Damien is a sadistic watch for all the wrong reasons
The Golden Age antihero drama has finally reached its logical conclusion: a show about a tortured Antichrist. Damien descends from Richard Donner’s The Omen, a movie that imagines what a responsible father might do if he discovered his son were the Antichrist while the boy is still small enough to overpower. Think of presidential hopefuls discussing whether or not they would kill baby Hitler. That’s the kind of silly-sick hypothesis The Omen gets up to in between baboon attacks and freak decapitations. But like all sons, Damien rebels. Developed by The Walking Dead’s Glen Mazzara, here’s a show that imagines what a responsible do-gooder might do if he found out he were the Antichrist. Truly terrifying stuff.
To bridge the gulf, Damien relies on that reliable soap trope, amnesia. There’s also a good 15 years’ worth of time missing, but let it have its premise: Damien, the devil baby from The Omen and its sequels, is now celebrating his 30th birthday (in the present day) covering a violent government crackdown in Syria. He doesn’t remember his childhood. Apparently this incarnation of Damien, a handsome, hollow dope played by Bradley James, responds to his childhood trauma with repression rather than sadistic glee. As the tanks roll in, an old Syrian woman suddenly grabs him by the cheeks and says, “Damien, I love you. It’s all for you,” and suddenly memories start resurfacing. By the end of the pilot Damien’s pretty sure he’s the Antichrist. So how does the show approach this identity crisis? By focusing on its antihero’s sense of responsibility. Everyone he loves will die, and not only can he do nothing to stop it, but he’s the one unleashing the Armageddon that’s swallowing them up. The question is, why does the Antichrist love people at all? Isn’t he supposed to be living it up, rising to power, performing great feats of destruction? This show is like when you fantasize about immortality and then someone says how, actually, it would be horrible to outlive everyone. What a drag.
So that’s our Damien, a heroic war photographer who starts to get some signs that he is the Antichrist, the biblical destroyer of the world, and spends his time neatly compartmentalizing the eerie portion of his life instead of immediately tweeting a photo of the 666 birthmark on his head with a funny caption. James’ performance is all unmotivated wandering, unmotivated stasis, unmotivated breathing, but that’s in keeping with the lack of motivation in the scripts. In the opening scene Damien wails, “What did I ever do to you?” at a church crucifix. “Answer me!” (That’s the level of angst we’re dealing with—real Walking Dead stuff.) And then the show flashes back to three days earlier. Yes, the big climax the pilot builds to is Damien brooding in a church. It’s Vinyl all over again, and in both cases, it should be said: Friends don’t let friends watch pilots that open in medias res.
What’s the story here? Is this Breaking Apocalyptically Bad, the story of a decent dude discovering that he’s not all that decent when given the opportunity? Is this a butterfly effect thing where Damien resists the call and finds that his resistance is what causes all the carnage in his destiny? Or is this the story of a prophecy averted in which Damien’s been fated for something that he could potentially avoid, say, by turning out not to be the Antichrist after all, ancient scriptures be damned? There’s no clear indication from the first handful of episodes, although there are scant hints for all three of those scenarios. Whatever Damien is, it ain’t The Omen.
Swirling around Damien are a detective who smells something fishy about him, a peer who starts to wonder about him herself, and a powerful network of Vatican assassins who have been keeping tabs on him and are well aware his reign is nigh. While Damien sometimes resembles The Da Vinci Code more than The Omen, there’s a buoyant comic book feel to the plots outside whatever’s going on with Damien himself, the way there’s always another entity for Damien to deal with. He can dispense with one agent, but the institutions will keep coming after him. Best of all is Barbara Hershey’s Ann Rutledge, Damien’s guardian angel, er, guardian devil, a powerful corporate honcho with connections to a mysterious satanic entity intent on protecting the young Antichrist. She’s been watching him from afar all these years, but now it’s time to make herself known, to help Damien get on the right path, the one that will help him fulfill his dark destiny. Damien may be a train-wreck, but Hershey has a magnificent power to drown out all the bad choices made around her so she can do her thing—sly, seductive, aching lioness love for surrogate son. Her relationship to Damien is a mix of capitalist, temptress, and mama bear, with just a hint of what feels like incestuous desire, even though she’s not Damien’s actual mother. Hershey brings the silky sin you expect from the offspring of The Omen.
With a visual palette of dim neutrals and its only modes of darkness being dour realism and harmless fantasy, Damien suggests nothing so much as a hotel bar. Its death sequences are hit or miss when it comes to horror, but at least they display some imagination. One of them even manages to shock, and another cleverly crystallizes Damien’s dilemma. Between Hershey and the freaky deaths, there’s power in Damien’s dark side. If only it would embrace it.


WORK REQUEST: Repeat each entry below exactly, omitting any picture it holds.

——

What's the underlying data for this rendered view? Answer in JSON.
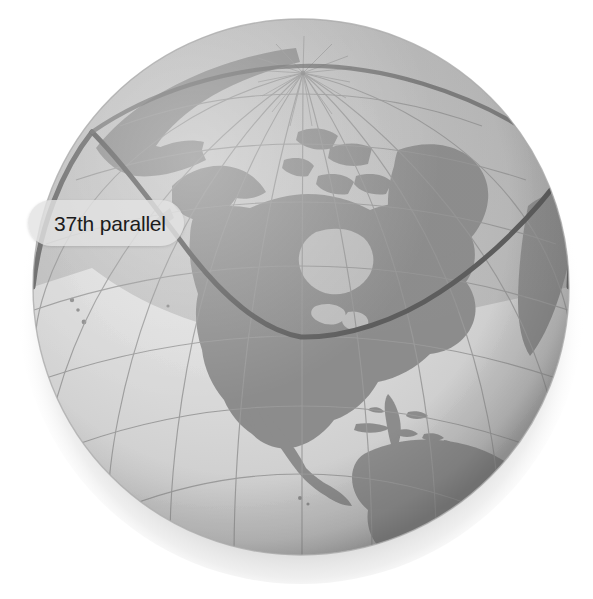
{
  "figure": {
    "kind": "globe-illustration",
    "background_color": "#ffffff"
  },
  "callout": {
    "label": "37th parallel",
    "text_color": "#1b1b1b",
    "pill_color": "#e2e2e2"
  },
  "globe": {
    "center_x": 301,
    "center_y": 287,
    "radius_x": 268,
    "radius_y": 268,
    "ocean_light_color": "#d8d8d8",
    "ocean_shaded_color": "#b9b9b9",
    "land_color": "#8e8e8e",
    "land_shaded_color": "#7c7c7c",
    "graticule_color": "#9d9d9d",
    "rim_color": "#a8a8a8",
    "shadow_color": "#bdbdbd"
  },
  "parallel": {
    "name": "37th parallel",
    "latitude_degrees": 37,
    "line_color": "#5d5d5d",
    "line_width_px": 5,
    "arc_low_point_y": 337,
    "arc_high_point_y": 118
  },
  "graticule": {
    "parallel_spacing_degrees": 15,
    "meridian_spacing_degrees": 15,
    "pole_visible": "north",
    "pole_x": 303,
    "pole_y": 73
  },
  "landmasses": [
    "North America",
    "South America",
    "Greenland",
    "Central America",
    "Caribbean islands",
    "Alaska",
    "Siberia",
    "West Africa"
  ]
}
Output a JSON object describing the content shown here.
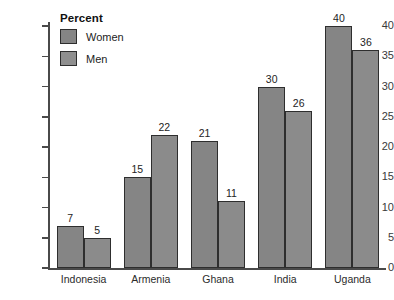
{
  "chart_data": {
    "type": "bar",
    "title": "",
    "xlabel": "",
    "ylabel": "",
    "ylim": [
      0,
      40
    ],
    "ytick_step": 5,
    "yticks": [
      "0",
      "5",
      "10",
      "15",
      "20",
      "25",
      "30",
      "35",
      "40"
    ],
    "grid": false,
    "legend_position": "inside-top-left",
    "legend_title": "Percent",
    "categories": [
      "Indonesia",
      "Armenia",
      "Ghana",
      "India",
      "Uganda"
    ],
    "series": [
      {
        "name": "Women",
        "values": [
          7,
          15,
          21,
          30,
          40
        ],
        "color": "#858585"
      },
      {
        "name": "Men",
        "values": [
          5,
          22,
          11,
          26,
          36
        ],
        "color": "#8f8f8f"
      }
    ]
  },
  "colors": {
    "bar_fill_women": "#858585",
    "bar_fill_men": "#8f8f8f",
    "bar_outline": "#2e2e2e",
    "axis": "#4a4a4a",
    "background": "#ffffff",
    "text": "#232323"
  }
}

——

YOUR RESPONSE:
What's the underlying data for this rendered view? Answer in JSON.
{
  "figure": {
    "kind": "globe-illustration",
    "background_color": "#ffffff"
  },
  "callout": {
    "label": "37th parallel",
    "text_color": "#1b1b1b",
    "pill_color": "#e2e2e2"
  },
  "globe": {
    "center_x": 301,
    "center_y": 287,
    "radius_x": 268,
    "radius_y": 268,
    "ocean_light_color": "#d8d8d8",
    "ocean_shaded_color": "#b9b9b9",
    "land_color": "#8e8e8e",
    "land_shaded_color": "#7c7c7c",
    "graticule_color": "#9d9d9d",
    "rim_color": "#a8a8a8",
    "shadow_color": "#bdbdbd"
  },
  "parallel": {
    "name": "37th parallel",
    "latitude_degrees": 37,
    "line_color": "#5d5d5d",
    "line_width_px": 5,
    "arc_low_point_y": 337,
    "arc_high_point_y": 118
  },
  "graticule": {
    "parallel_spacing_degrees": 15,
    "meridian_spacing_degrees": 15,
    "pole_visible": "north",
    "pole_x": 303,
    "pole_y": 73
  },
  "landmasses": [
    "North America",
    "South America",
    "Greenland",
    "Central America",
    "Caribbean islands",
    "Alaska",
    "Siberia",
    "West Africa"
  ]
}
Output a JSON object describing the content shown here.
{
  "chart_data": {
    "type": "bar",
    "title": "",
    "xlabel": "",
    "ylabel": "",
    "ylim": [
      0,
      40
    ],
    "ytick_step": 5,
    "yticks": [
      "0",
      "5",
      "10",
      "15",
      "20",
      "25",
      "30",
      "35",
      "40"
    ],
    "grid": false,
    "legend_position": "inside-top-left",
    "legend_title": "Percent",
    "categories": [
      "Indonesia",
      "Armenia",
      "Ghana",
      "India",
      "Uganda"
    ],
    "series": [
      {
        "name": "Women",
        "values": [
          7,
          15,
          21,
          30,
          40
        ],
        "color": "#858585"
      },
      {
        "name": "Men",
        "values": [
          5,
          22,
          11,
          26,
          36
        ],
        "color": "#8f8f8f"
      }
    ]
  },
  "colors": {
    "bar_fill_women": "#858585",
    "bar_fill_men": "#8f8f8f",
    "bar_outline": "#2e2e2e",
    "axis": "#4a4a4a",
    "background": "#ffffff",
    "text": "#232323"
  }
}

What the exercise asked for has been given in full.